Loss of Polish Citizenship
Since 1962, Polish law (including the Constitution) does not allow the government to revoke someone's citizenship. Renunciation of Polish citizenship requires a petition with extensive supporting documentation subject to the approval of the President of Poland. Administrative processing of the petition can take up to several years and the President's decision is final and cannot be appealed in court.
Starting in 1968, the former communist regime initiated an anti-Semitic campaign that forced out of Poland from 15,000 to 20,000 Polish Jews, who were stripped of their Polish citizenship.

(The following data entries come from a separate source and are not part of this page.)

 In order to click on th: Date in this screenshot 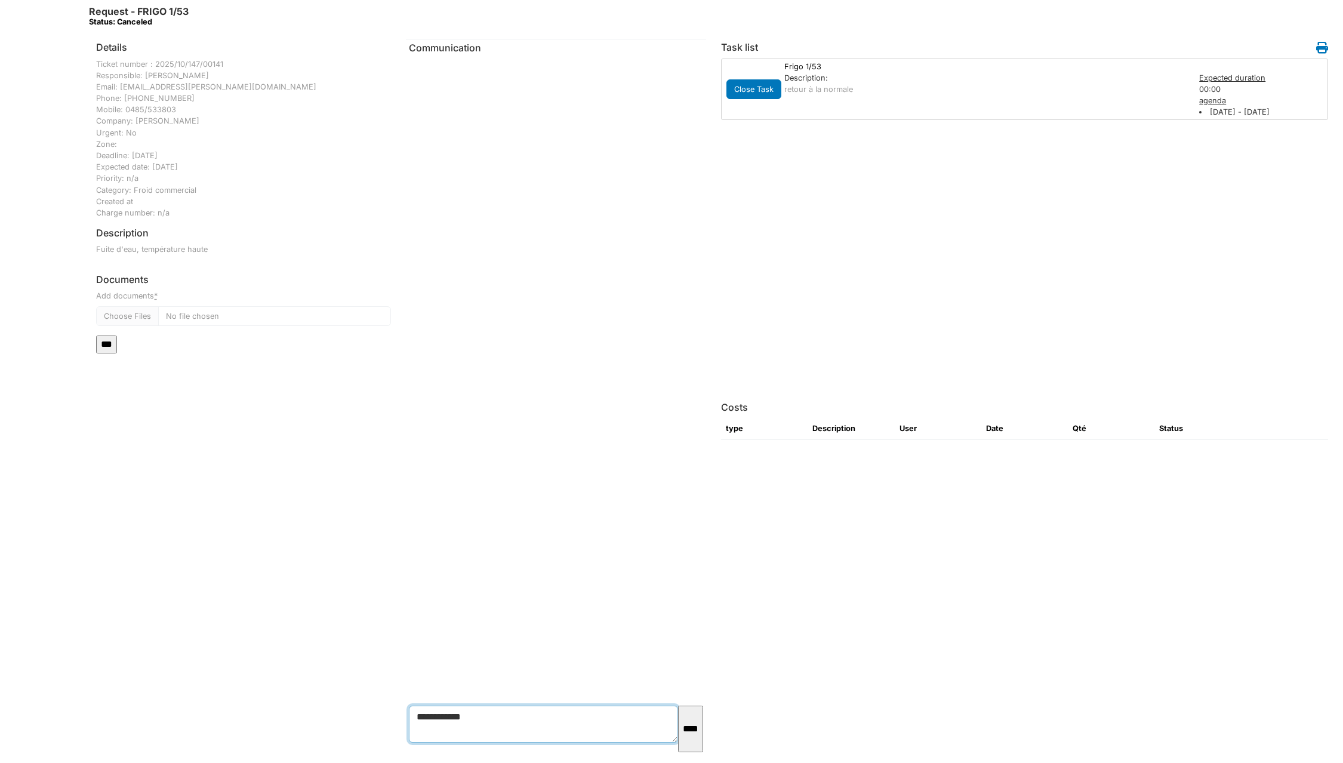, I will do `click(1024, 428)`.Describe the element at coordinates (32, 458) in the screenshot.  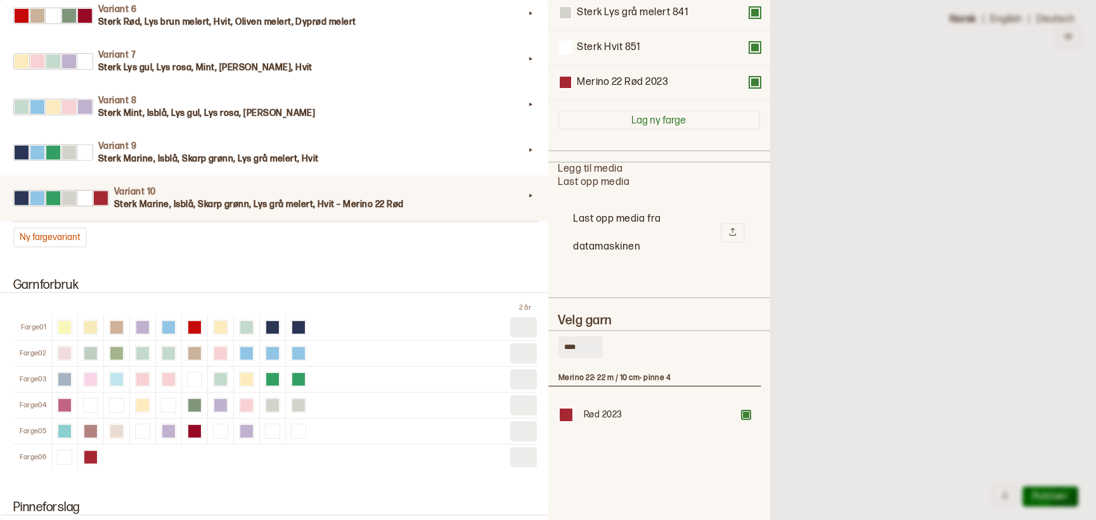
I see `div: Farge 06` at that location.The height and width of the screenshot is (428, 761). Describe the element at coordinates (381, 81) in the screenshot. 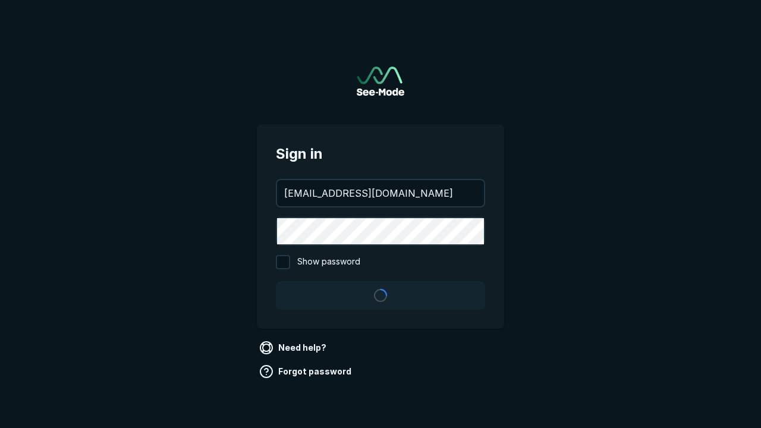

I see `a: Go to sign in` at that location.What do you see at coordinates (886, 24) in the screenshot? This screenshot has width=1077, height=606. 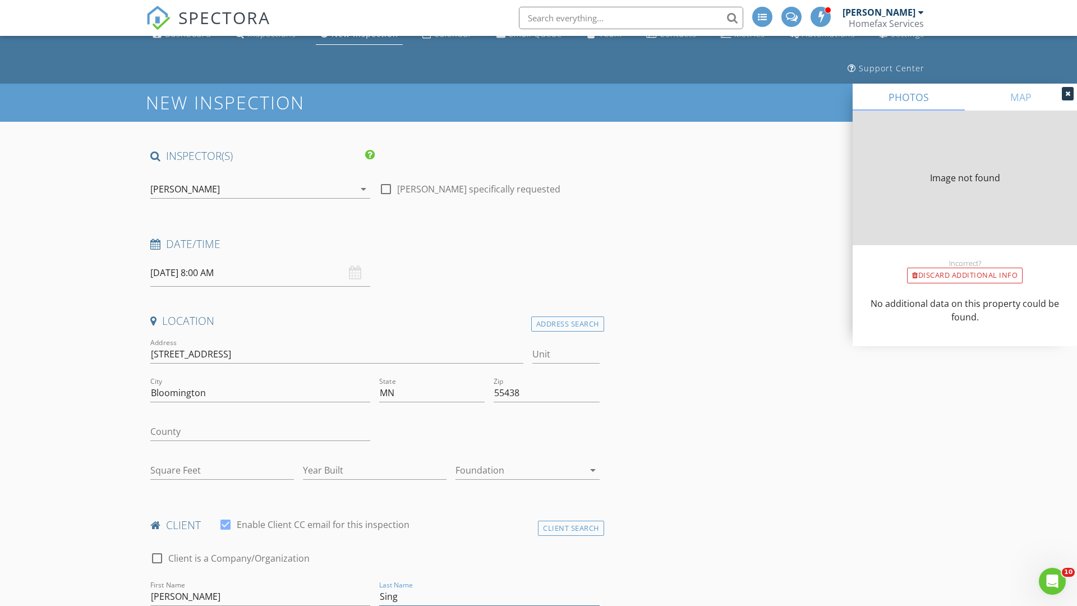 I see `div: Homefax Services` at bounding box center [886, 24].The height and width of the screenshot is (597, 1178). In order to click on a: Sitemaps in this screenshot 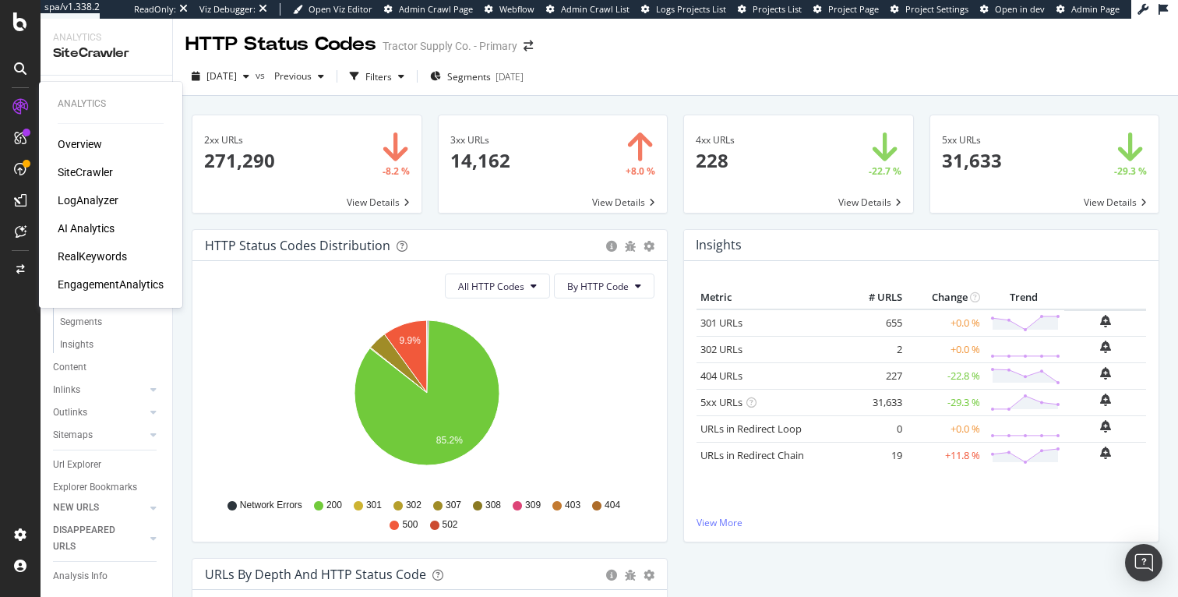, I will do `click(99, 435)`. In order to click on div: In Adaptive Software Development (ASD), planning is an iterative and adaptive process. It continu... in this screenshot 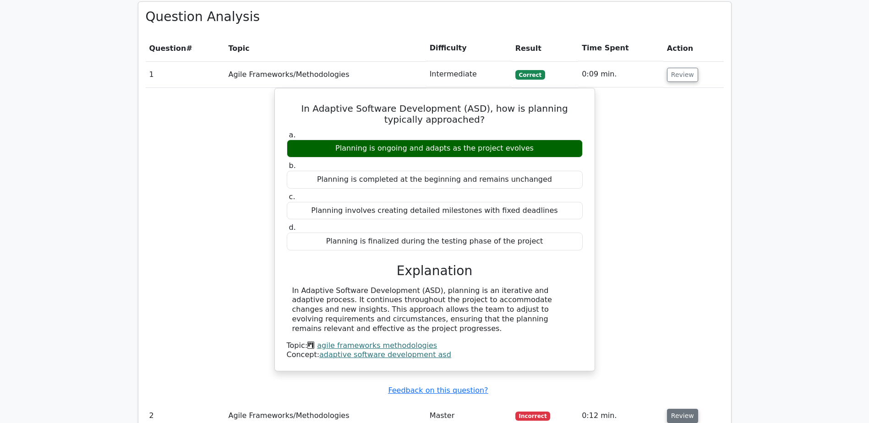, I will do `click(435, 310)`.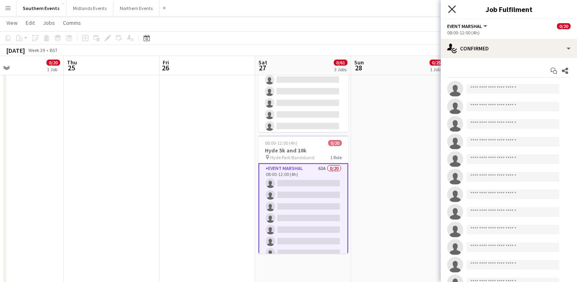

Their Polish passports confiscated, replaced with a ‘travel document’ that did not allow them to return., and their properties expropriated by the state, the mostly Holocaust survivors and their children emigrated to Israel, the United States, Denmark and Sweden.
The High Court in Warsaw accepted a petition filed by Baruch-Natan Yagil, who was forced to leave Poland in 1968, and ruled that the Polish government erred in revoking the plaintiff's citizenship, and should restore it, and issue him a Polish passport.
During a 2006 visit to Israel, President Lech Kaczynski promised to restore Polish citizenship. No blanket legislation covering the issue exists, but Jews and Israelis who were invited to Warsaw to mark the 40th anniversary of Poland's purging of the Jews on March 8, 1968, will be given back the Polish citizenship.